I recently heard that cognitive dissonance occurs when you act in a way that’s at odds with your values. I’ve also heard that cognitive dissonance happens when, in order to function, you have to hold in your consciousness two totally different ideas or realities at the same time. Some of us experience this kind of thing when we’re kids, if we come from abusive places, where, out in the world or at school, we were met as giving or smart or creative, and at home we were met as stupid or selfish or bad. We had to hold both of these realities of ourselves at the same time — we had to somehow understand that different people could interact with us in completely different ways, opposing ways, even if we thought we assumed it seemed as though we were the same person (weren’t we?) when we moved from one situation to the next.
That experience of cognitive dissonance doesn’t lessen as I get older — when I come to understand that someone has a completely different understanding of a situation than I do, or when I come to understand that someone I thought knew me, saw me, actually sees someone very different — and I have to wonder if I am that person that they see, as well as the person I understand myself to be (who is, in this case, the opposite of, or at least quite different from, their vision — or at least, so I’d imagined).
It’s too heady, trying to explain this, too much in my head — the bodily experience is that I’ve been nauseous for a week. I wrote somewhere else that I wished others could throw up for me: maybe if I explained clearly enough the awfulness of the situation I was in when I was a kid, my listener could get sick and throw up and then we’d both be relieved. I’m not good at that sort of release. All I can do is let the stories go. So I’m swallowing the bile and drinking lots of peppermint and/or ginger tea, which helps a little.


- **Problem requirements**: Search term "this": copy each line of the records that contains it.

====== Data listing ======

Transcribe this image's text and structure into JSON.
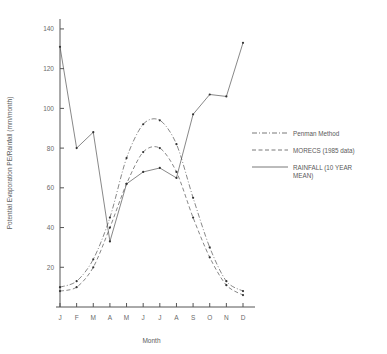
{
  "chart_data": {
    "type": "line",
    "title": "",
    "xlabel": "Month",
    "ylabel": "Potential Evaporation PE/Rainfall (mm/month)",
    "categories": [
      "J",
      "F",
      "M",
      "A",
      "M",
      "J",
      "J",
      "A",
      "S",
      "O",
      "N",
      "D"
    ],
    "xtick_labels": [
      "J",
      "F",
      "M",
      "A",
      "M",
      "J",
      "J",
      "A",
      "S",
      "O",
      "N",
      "D"
    ],
    "ytick_labels": [
      "20",
      "40",
      "60",
      "80",
      "100",
      "120",
      "140"
    ],
    "ytick_values": [
      20,
      40,
      60,
      80,
      100,
      120,
      140
    ],
    "ylim": [
      0,
      145
    ],
    "grid": false,
    "legend_position": "right",
    "series": [
      {
        "name": "Penman Method",
        "style": "dash-dot",
        "markers": true,
        "values": [
          10,
          13,
          24,
          45,
          75,
          92,
          94,
          82,
          55,
          30,
          13,
          8
        ]
      },
      {
        "name": "MORECS (1985 data)",
        "style": "dashed",
        "markers": true,
        "values": [
          8,
          10,
          20,
          40,
          62,
          78,
          80,
          68,
          45,
          25,
          11,
          6
        ]
      },
      {
        "name": "RAINFALL (10 YEAR MEAN)",
        "style": "solid",
        "markers": true,
        "values": [
          131,
          80,
          88,
          33,
          62,
          68,
          70,
          65,
          97,
          107,
          106,
          133
        ]
      }
    ]
  },
  "legend": {
    "items": [
      {
        "label": "Penman Method"
      },
      {
        "label": "MORECS (1985 data)"
      },
      {
        "label": "RAINFALL (10 YEAR",
        "label2": "MEAN)"
      }
    ]
  },
  "axes": {
    "x_axis_title": "Month",
    "y_axis_title": "Potential Evaporation PE/Rainfall (mm/month)"
  }
}
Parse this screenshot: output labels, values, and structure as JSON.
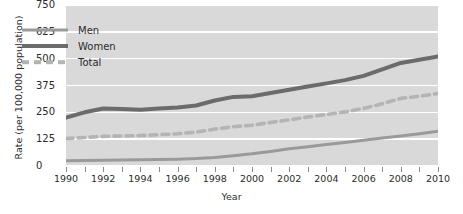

======

- **Solution**:
Transcribe this image's text and structure into JSON.
Parse this screenshot: output labels, values, and structure as JSON.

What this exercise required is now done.